Other Grail readers, even some with no interest in the Turin Shroud, have endorsed thinly veiled Byzantine connections.  Professor Daniel Scavone has delved more deeply into this Eastern Christian/Byzantine link. In a major paper he opines:
Specific documents and rituals surrounding the Mandylion resonate closely with and provide precise sources for the chief attributes of the Holy Grail. Like the legendary Holy Grail, this cloth was linked to Joseph of Arimathea, resided in a place known as Britium [another name for Abgar’s residence in Edessa], was thought to have contained Jesus’s body, captured Jesus’s dripping blood on Golgotha, and was displayed only rarely and in a gradual series of manifestations from Christ-child to crucified Jesus (Scavone 1999: 1).

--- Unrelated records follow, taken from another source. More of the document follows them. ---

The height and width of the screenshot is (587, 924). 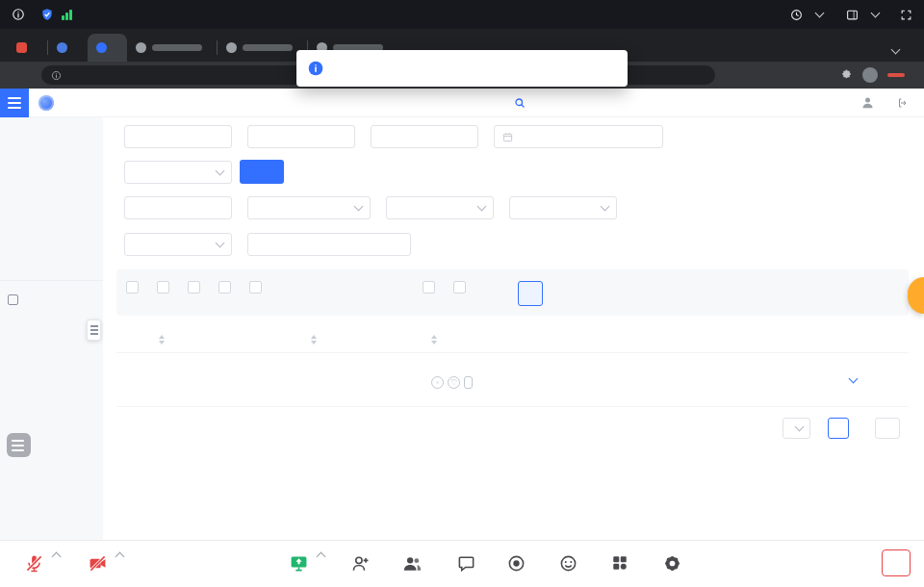 What do you see at coordinates (321, 557) in the screenshot?
I see `share-options-caret` at bounding box center [321, 557].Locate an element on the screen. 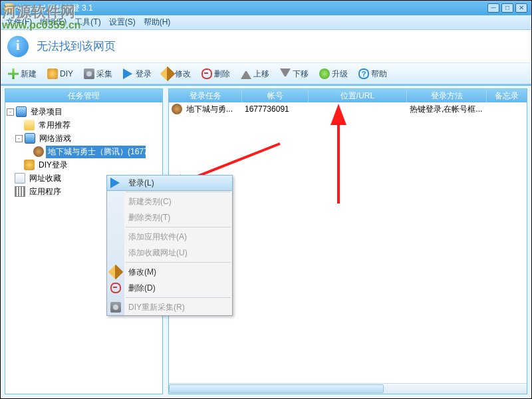  ctx-login: 登录(L) is located at coordinates (170, 183).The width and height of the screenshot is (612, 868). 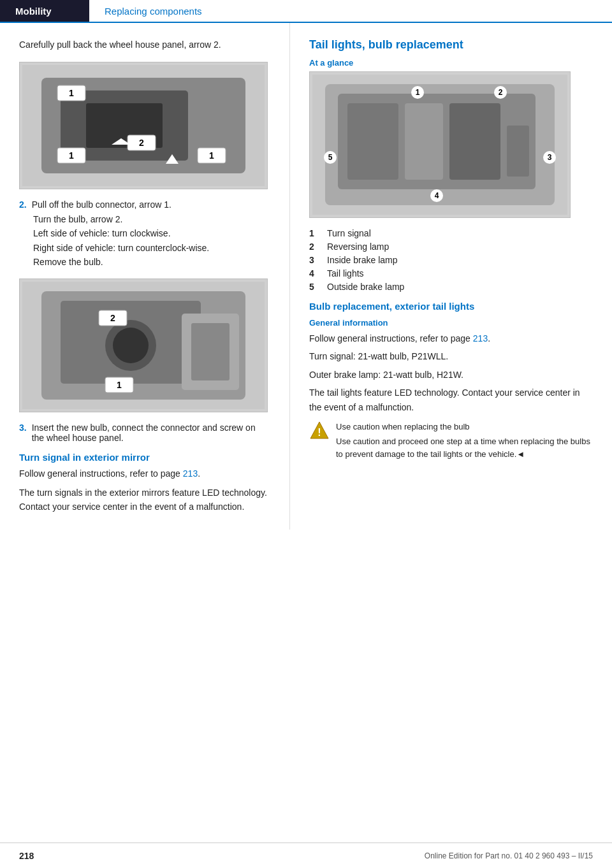 What do you see at coordinates (151, 433) in the screenshot?
I see `step3-text: Insert the new bulb, connect the connect…` at bounding box center [151, 433].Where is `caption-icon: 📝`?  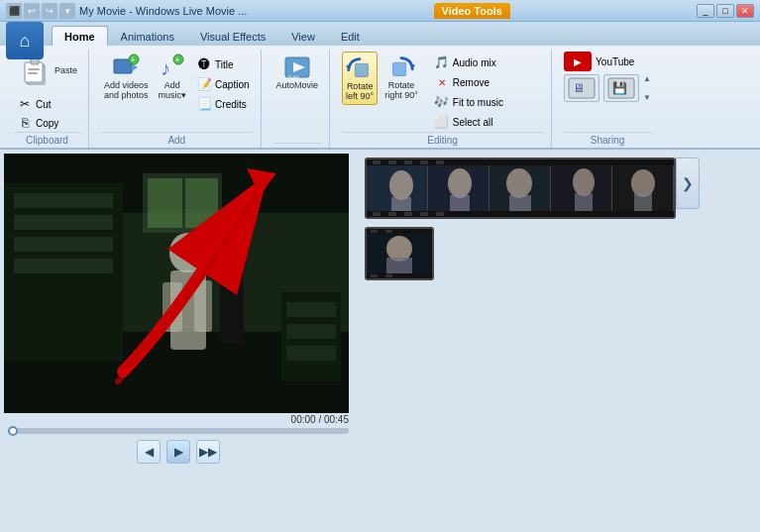
caption-icon: 📝 is located at coordinates (204, 84).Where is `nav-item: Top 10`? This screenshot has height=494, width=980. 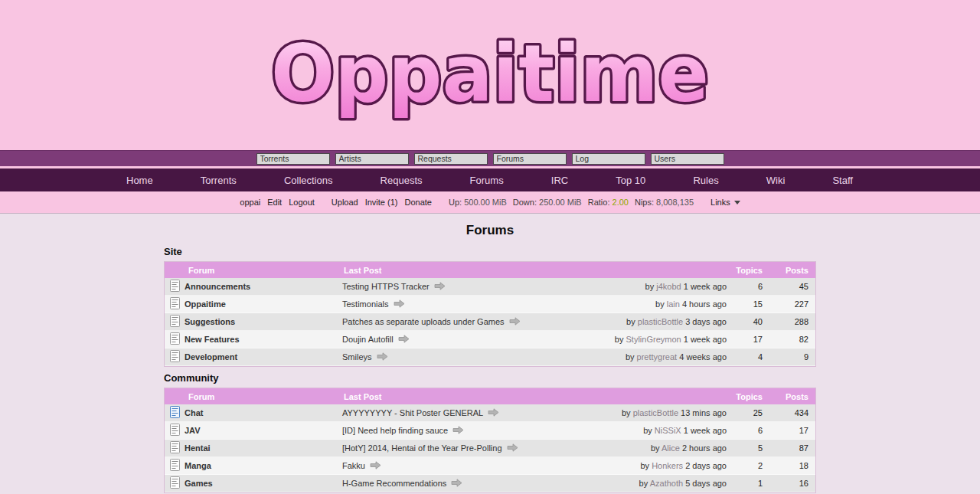 nav-item: Top 10 is located at coordinates (631, 181).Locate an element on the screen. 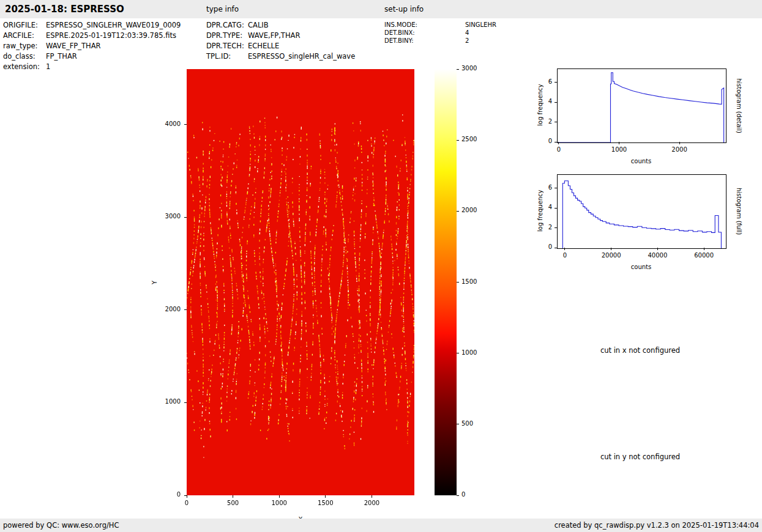 The height and width of the screenshot is (532, 762). tick-label: 2500 is located at coordinates (469, 139).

Scavone has traced the sources of early western Grail literature back to apocryphal NT books like the Gospel of Nicodemus (about 4th cen.), the book known as I, Joseph (5th cen.) and various “Latin Abgar” descriptions of a polymorphic (changing) Jesus strongly associated with the Edessa Image.  These were supplemented by elements from the newly learned Byzantine Greek Eucharist to provide the imagery and themes used in Holy Grail legends.  Although tempting to equate the Holy Grail with the Shroud, Scavone does not do so, seeing the Grail stories as confused derivatives of the latter.